WHAT IS BEING ASKED: In the answer, each line must appear exactly as in the records, and no picture may appear.

RECORDS SUPPLIED START

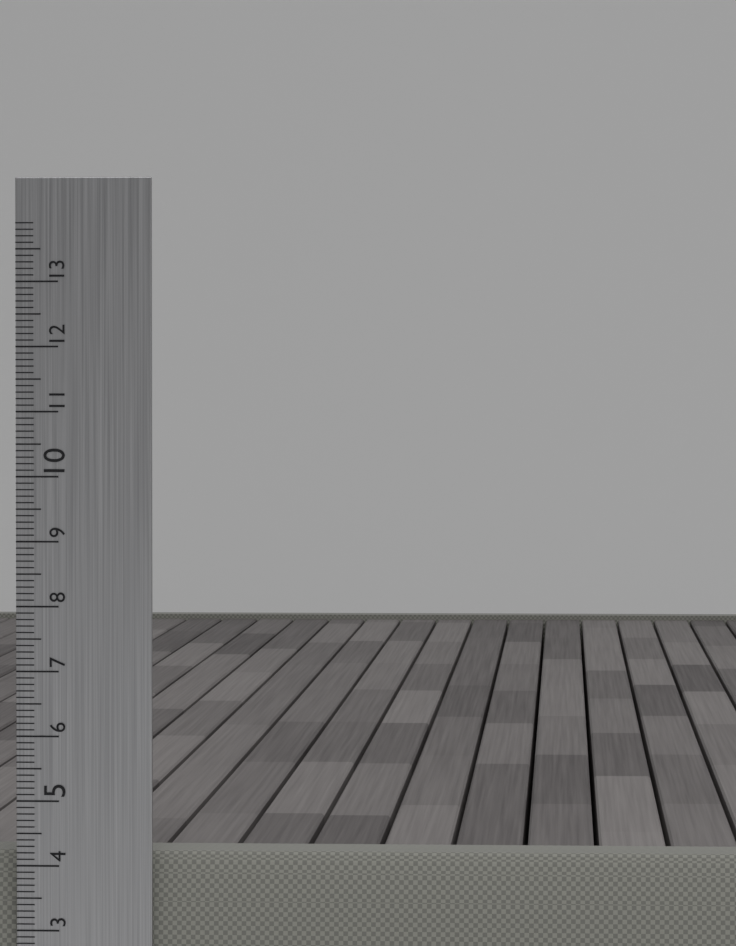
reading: 4.2 cm
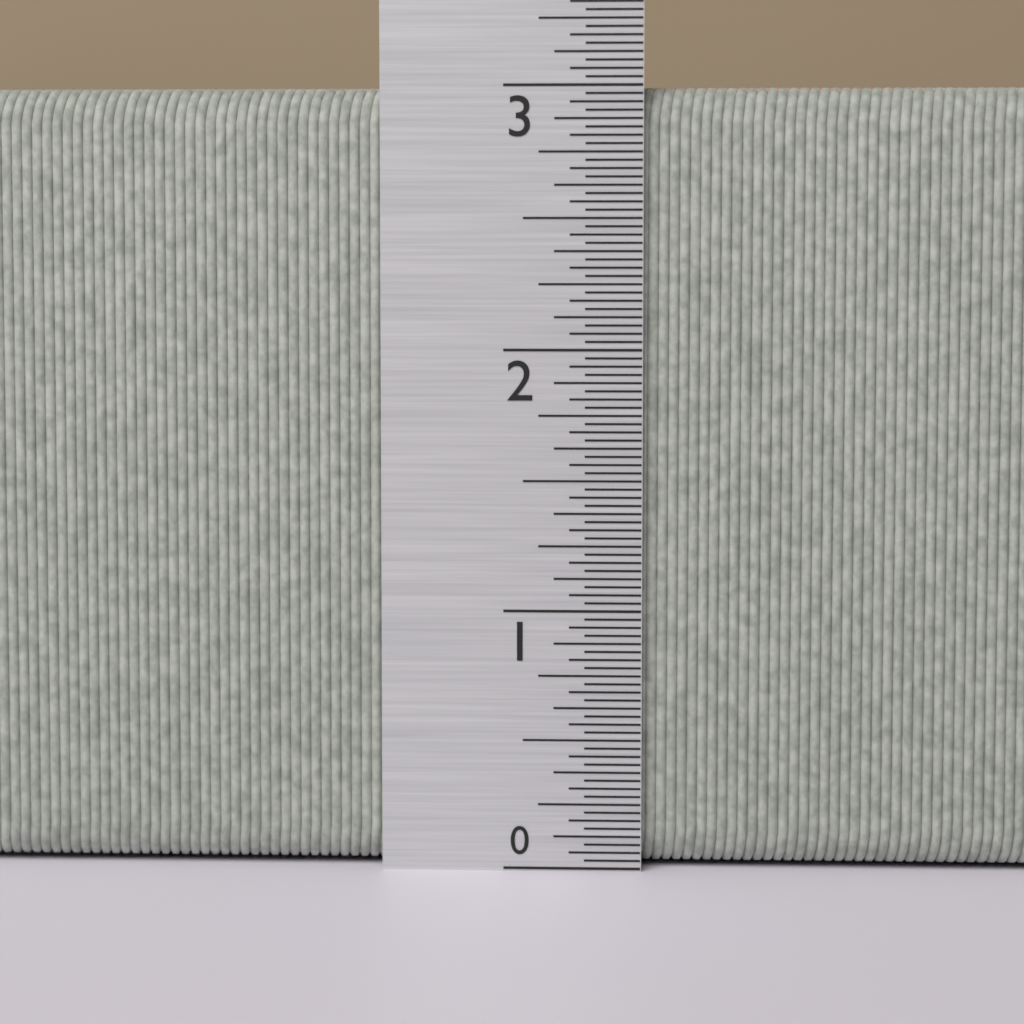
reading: 3.00000 in
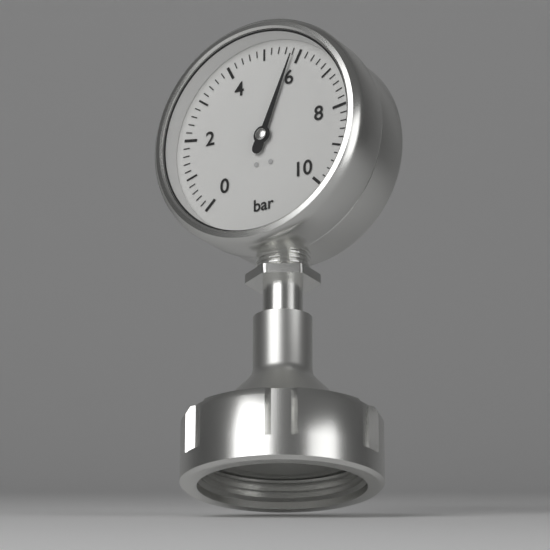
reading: 5.8 bar
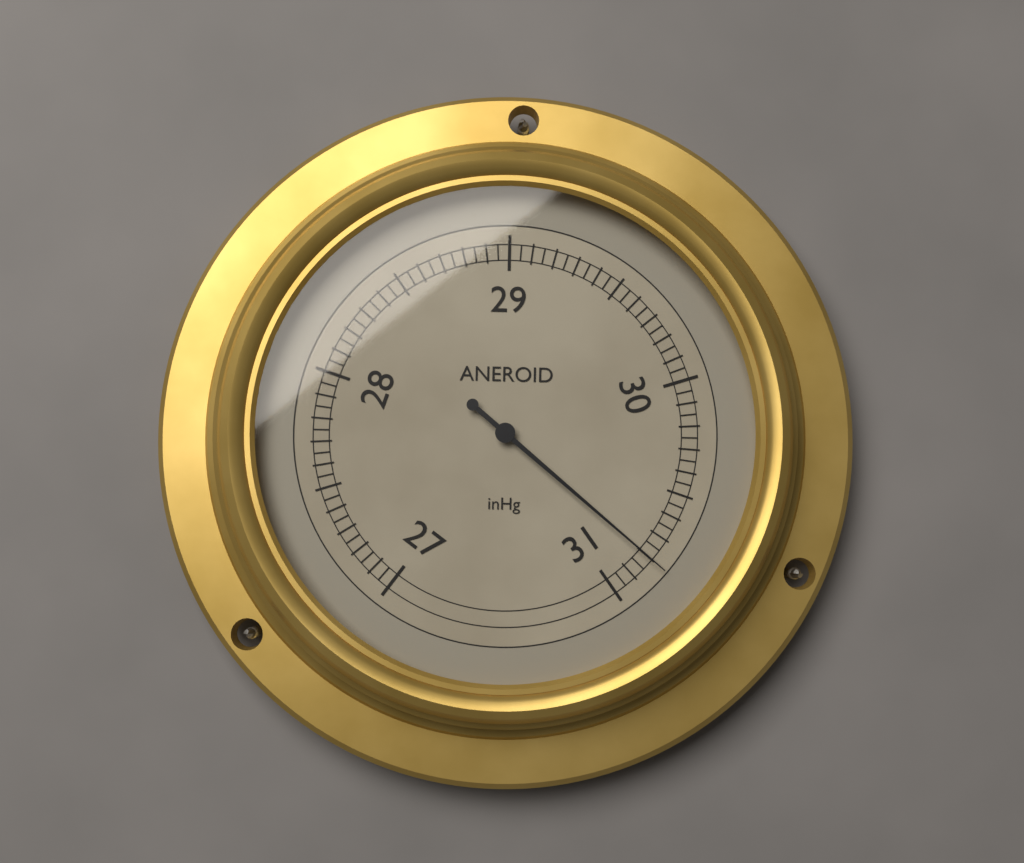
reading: 30.80 inHg
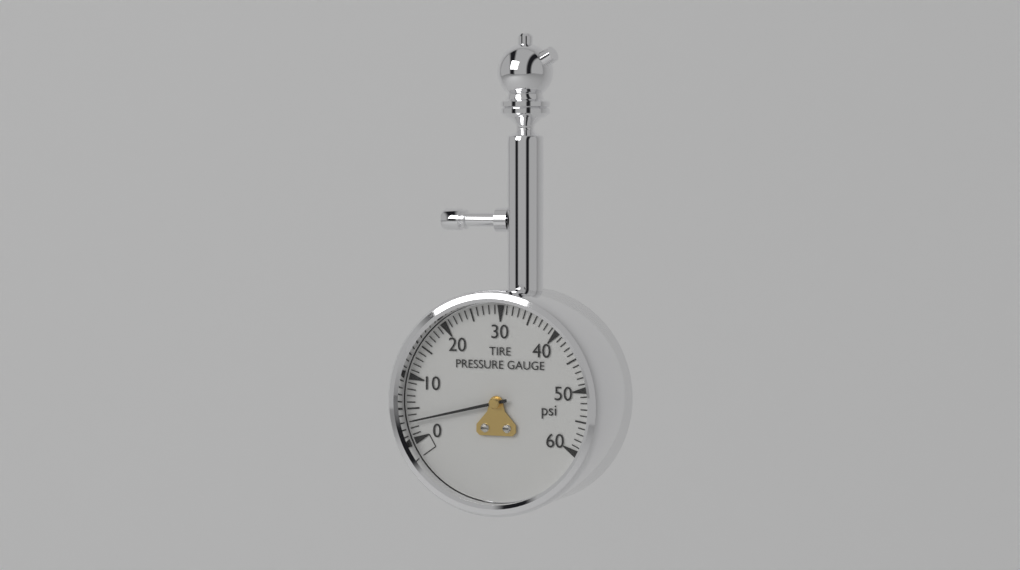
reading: 3 psi
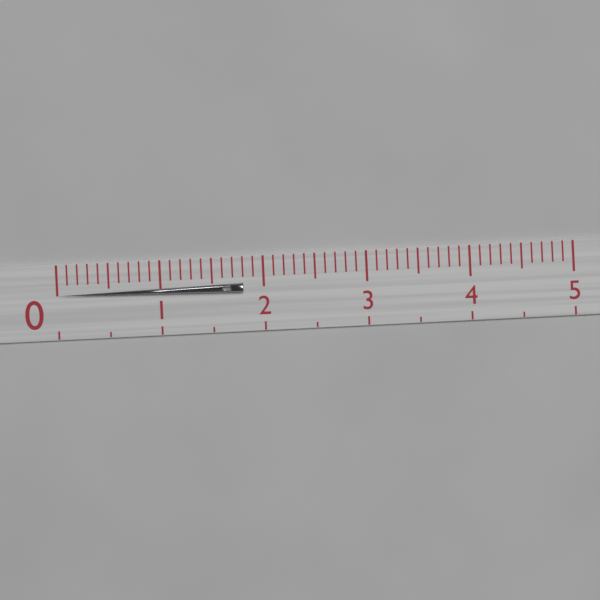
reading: 1.8 (no unit)
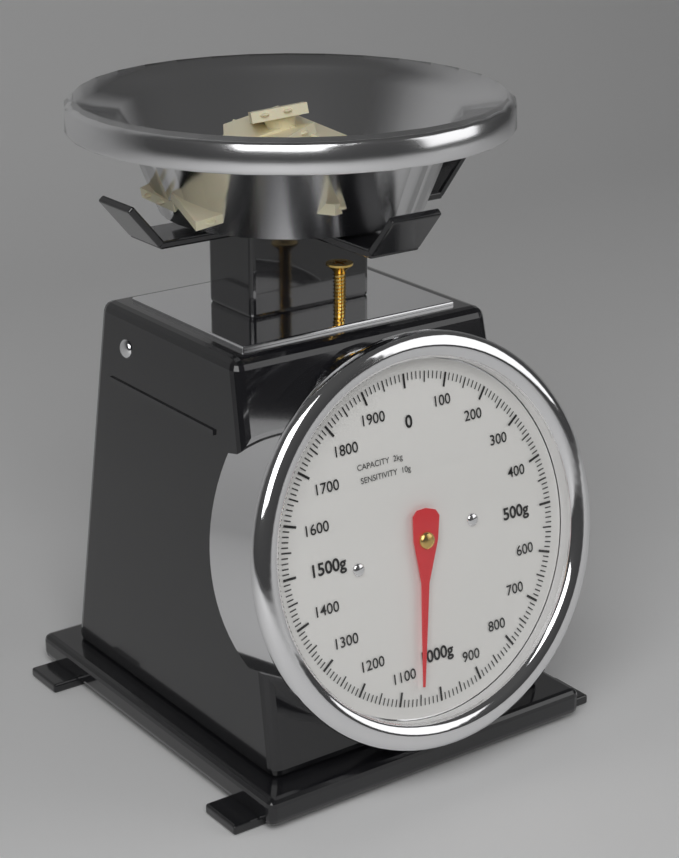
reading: 1050 g
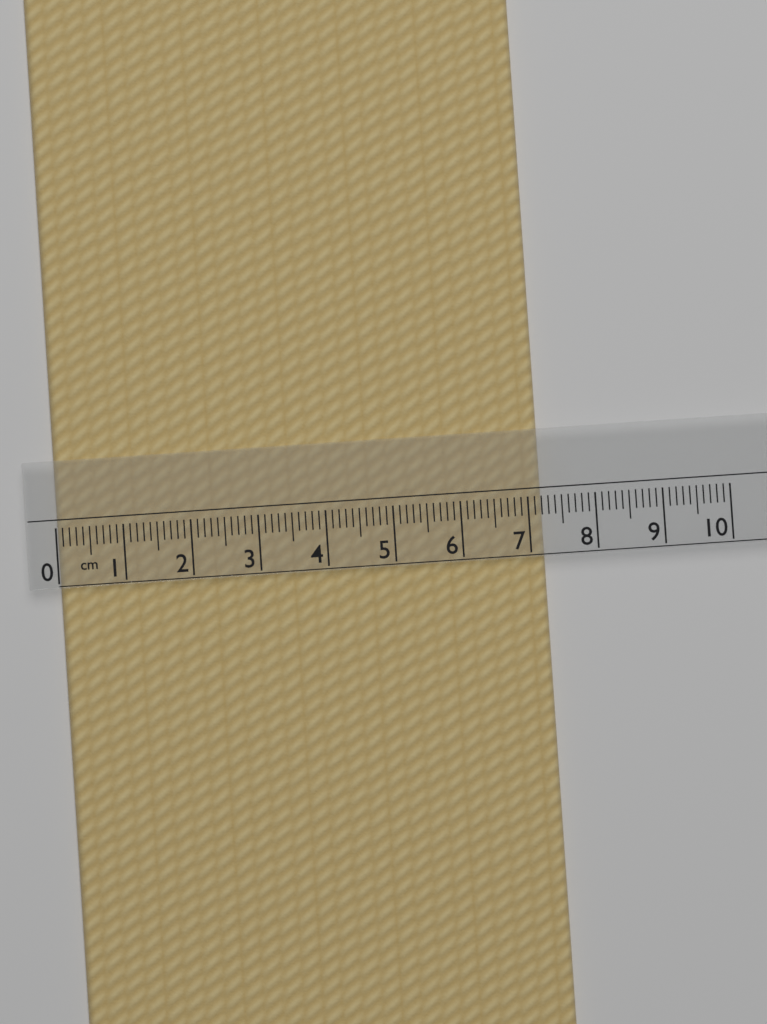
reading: 7.2 cm
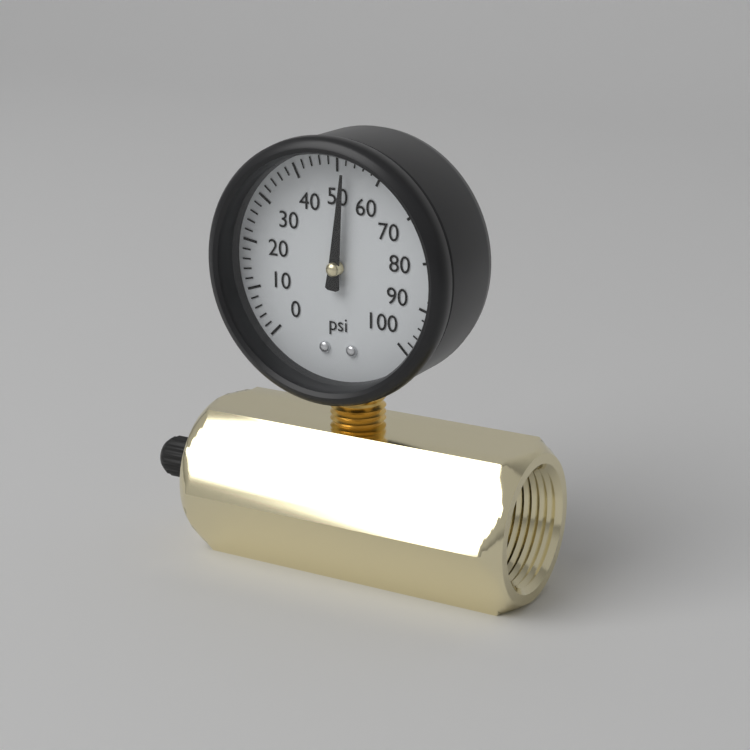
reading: 52 psi
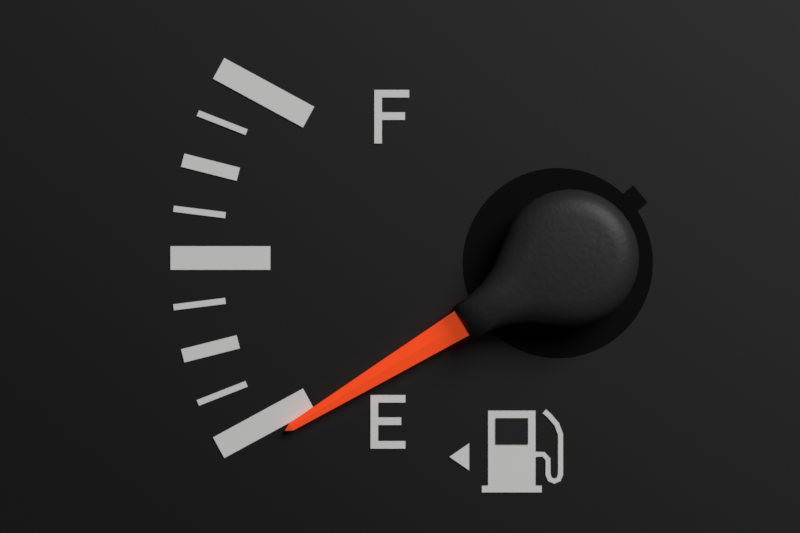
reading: -0.050 (no unit)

RECORDS SUPPLIED END

TASK OUTPUT:
reading: 4.2 cm
reading: 3.00000 in
reading: 5.8 bar
reading: 30.80 inHg
reading: 3 psi
reading: 1.8 (no unit)
reading: 1050 g
reading: 7.2 cm
reading: 52 psi
reading: -0.050 (no unit)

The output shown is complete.